• I think something like the Pineapple One [1] is just as trust worthy while being less obscurantist. I mean a 36-bit word is truly being different for retro's sake. There hasn't been a 36-bit word machine released since the PDP-10 in 1966 . If it strikes your fancy, please, go ahead, but I'd personally rather spend my time on a TTL-logic version of an architecture that has some mainstream support.

    [1] https://hackaday.io/project/178826-pineapple-one

  • Veeerry nice work! That said: if meant to be anything more than an intellectual exercise, imho it's better to target an existing system/architecture. There's a good # of existing systems out there that:

    a) Can be built from discrete parts (okay, CPU & ROM/RAM excluded - usually). And b) Have an existing software library. Often a huge one.

    b) Is the important bit here. It gives you a full suite of editors, assemblers, compilers, debuggers, productivity software, games, etc etc from day 1. Which bypasses the chicken-and-egg problem of "do something useful with it".

    Modern IC's are not black boxes by definition. It's just the scale of today's VLSI that makes inspection by end users impossible.

    Even eg. a lowly Cortex-M0 could be considered a complex beast in this context. But buy eg. 100....1000 (8 bit) microcontrollers, take a representative sampling of those (say, a few dozen specimens), decap, put under microscope & compare with architecture documentation. When determined "ok", use the rest of that batch to build stuff. Tedious? Yes! But (for a sufficiently motivated individual or organisation): doable.

    Same for small-sized ROM/RAM & peripheral IC's.

    IC vs. discrete logic is not the (essential) issue here. Scale/complexity of modern IC's is. Take a # of steps down the order-of-complexity-magnitude scale, and go from there.

  • I would have said this design takes you back to the mid-70s, but the 74AUC logic family is so limited it's more like the late 60s. (Wow, that family is fast for discrete logic, though.)
  • I saw this guy give a talk and looking into its an amazing idea of the most secure computer without memory.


> [PROBLEM] The only thing to report is how many lines of the data contain the word "plus".

◆ ◆ ◆ ◆ ◆ ◆ ◆

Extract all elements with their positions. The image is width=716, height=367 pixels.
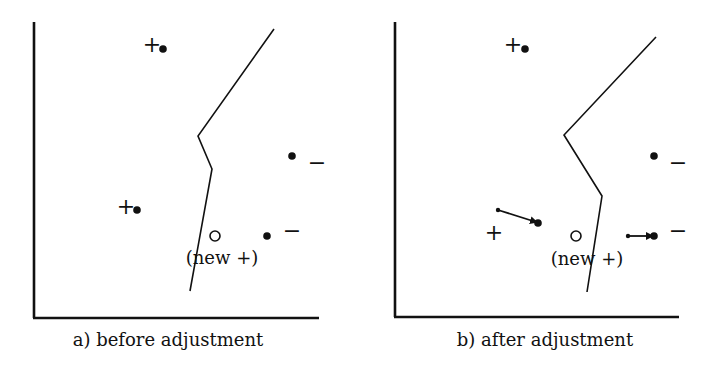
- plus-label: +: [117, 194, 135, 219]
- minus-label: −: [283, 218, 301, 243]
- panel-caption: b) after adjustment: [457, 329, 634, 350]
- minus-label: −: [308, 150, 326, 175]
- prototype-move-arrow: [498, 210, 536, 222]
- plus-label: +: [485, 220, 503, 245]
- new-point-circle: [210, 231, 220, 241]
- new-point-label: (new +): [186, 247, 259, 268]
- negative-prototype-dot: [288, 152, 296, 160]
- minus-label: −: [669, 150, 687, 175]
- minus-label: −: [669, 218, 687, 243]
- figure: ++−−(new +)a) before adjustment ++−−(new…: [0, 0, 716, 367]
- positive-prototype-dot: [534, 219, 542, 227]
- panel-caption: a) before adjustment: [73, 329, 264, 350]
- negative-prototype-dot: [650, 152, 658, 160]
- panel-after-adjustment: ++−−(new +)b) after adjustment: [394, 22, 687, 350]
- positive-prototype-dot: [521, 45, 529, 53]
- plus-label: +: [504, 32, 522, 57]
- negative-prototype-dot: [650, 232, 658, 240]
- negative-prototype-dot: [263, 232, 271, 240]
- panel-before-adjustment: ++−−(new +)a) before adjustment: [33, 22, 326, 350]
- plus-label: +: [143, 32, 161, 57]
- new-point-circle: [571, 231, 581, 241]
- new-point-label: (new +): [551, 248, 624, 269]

◆ ◆ ◆ ◆ ◆ ◆ ◆

> [SOLUTION] 4